The context for the annual budget is more challenging than ever. Not only is the Council still recovering from the impacts of Covid-19 on various revenue streams like public transport fares, but there is decades-high inflation rates, the impact of massive recent storms and a $1 billion increase in the cost of the City Rail Link – for which under current arrangements the Council is up for half of. This was always going to be a really tough and complicated budget to get right and unlike Central Government, Auckland Council can’t just run a massive deficit when times get tough – they legally have to balance their budget.

In this context, the main proposals of the budget are:

  • Cutting operating expenditure by $125 million, which seems to have significant potential effects on many services the council provides right across Auckland.

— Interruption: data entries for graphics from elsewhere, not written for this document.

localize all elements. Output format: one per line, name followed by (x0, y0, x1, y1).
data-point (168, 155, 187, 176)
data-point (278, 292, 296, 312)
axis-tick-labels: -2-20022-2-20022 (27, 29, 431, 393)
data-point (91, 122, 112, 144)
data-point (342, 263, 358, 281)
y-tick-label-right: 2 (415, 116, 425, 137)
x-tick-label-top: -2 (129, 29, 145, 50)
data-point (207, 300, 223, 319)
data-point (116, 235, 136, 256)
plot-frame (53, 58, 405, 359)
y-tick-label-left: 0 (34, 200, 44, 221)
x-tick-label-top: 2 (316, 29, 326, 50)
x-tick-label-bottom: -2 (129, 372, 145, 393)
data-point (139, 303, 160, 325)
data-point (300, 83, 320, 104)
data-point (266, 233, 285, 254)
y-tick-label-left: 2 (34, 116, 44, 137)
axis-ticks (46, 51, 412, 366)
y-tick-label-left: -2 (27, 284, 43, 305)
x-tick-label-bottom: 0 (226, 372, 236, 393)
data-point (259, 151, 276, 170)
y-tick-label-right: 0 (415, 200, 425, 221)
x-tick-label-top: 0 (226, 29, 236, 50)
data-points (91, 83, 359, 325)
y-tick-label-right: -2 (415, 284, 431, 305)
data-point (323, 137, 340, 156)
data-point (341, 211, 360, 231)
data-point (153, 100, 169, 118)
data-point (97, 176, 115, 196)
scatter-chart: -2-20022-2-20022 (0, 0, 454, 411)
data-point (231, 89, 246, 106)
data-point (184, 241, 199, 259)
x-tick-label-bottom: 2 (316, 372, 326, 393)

From a transport perspective, it means we’re stuck with continuing to run the current number of bus services, even though that’s a massive cut on what we used to run due to the bus driver shortage.
  • A 4.66% overall rates increase, which is well below current inflation levels of 7%. This means in effect a ‘real’ rates reduction of over 2%. By way of comparison, throughout most of the past decade or so, rates increases have generally been 1-3% above inflation, allowing the region to slowly make improvements over time.
  • Selling the Council’s ownership of Auckland Airport shares, which will bring in around $1.9 billion and help reduce debt repayments.
  • A slight increase in debt levels.

The consultation document also gives some level of flexibility, including higher rates increases and a greater use of debt, should those options be supported through public consultation.

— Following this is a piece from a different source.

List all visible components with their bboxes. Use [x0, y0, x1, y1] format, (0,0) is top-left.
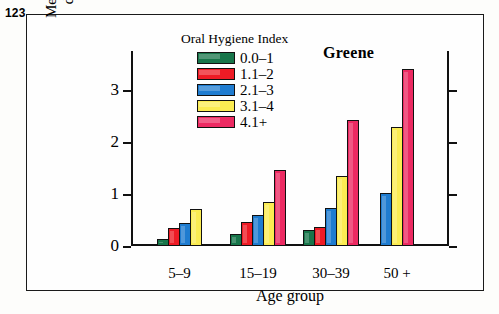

This is how the overall expenditure breaks down across key areas:

There’s quite detailed information about what Auckland Transport will focus on, including a list of their capital projects as well as an explanation of what cost savings they will be pursuing.

Most attention has been paid to some of the potential impacts of the budget on various community services the council provides, especially through funding provided by Local Boards. And it does seem like some of these cuts could be pretty devastating, even though they don’t really save that much money in the scheme of things. Some of the ‘nastier’ cuts include:

  • Cuts to regional events, arts & culture programmes, educational services, Citizens Advice Bureaus, the highly successful Southern Initiative programme and climate action programmes
  • Cuts to regional contestable community grants
  • Reduction in local board funding
  • No improvement to bus, train or ferry services (aside from some new services when the northwest bus improvements open later in the year)
  • A reduction in opening hours, or higher entry prices, for major facilities like the Zoo, Art Gallery etc.
  • A slowdown of urban regeneration activities across Auckland

I think the thing that’s frustrating about this budget is how quickly it jumps to some pretty horrible gutting of services that add immense value to the city, while leaving other potential areas untouched for seemingly no good reason. I wouldn’t think that it’s too hard to avoid almost all of the nastier cuts proposed in this budget, through a combination of:

  • Revenue increases in areas like parking and enforcement, where Auckland Transport has continued to be completely useless in recent years. Why should public transport fares increase when some parking rates haven’t been changed for over five years?

  • A ‘real’ rates increase that’s similar to what we’ve had for most of the past 12 years – a couple of percentage points above inflation keep up the real value of Council’s income and allow the city to slowly make progress. This means something like 8-9% overall rates increase, rather than the proposed 4.66%. This change alone would probably avoid the need for most of the nasty cuts proposed in Council’s budget.
  • Selling some of the golf courses Council owns. According to this Spinoff article, Auckland Council owns nearly $3 billion worth of golf courses (mostly their land value, presumably). There seems no sensible reason for the council to continue owning this land, especially when some of the golf courses it owns (A.F. Thomas Park near Smales Farm and Chamberlain Park in Mt Albert) are right next to existing or planned rapid transit stations and would make for incredible transit-oriented developments.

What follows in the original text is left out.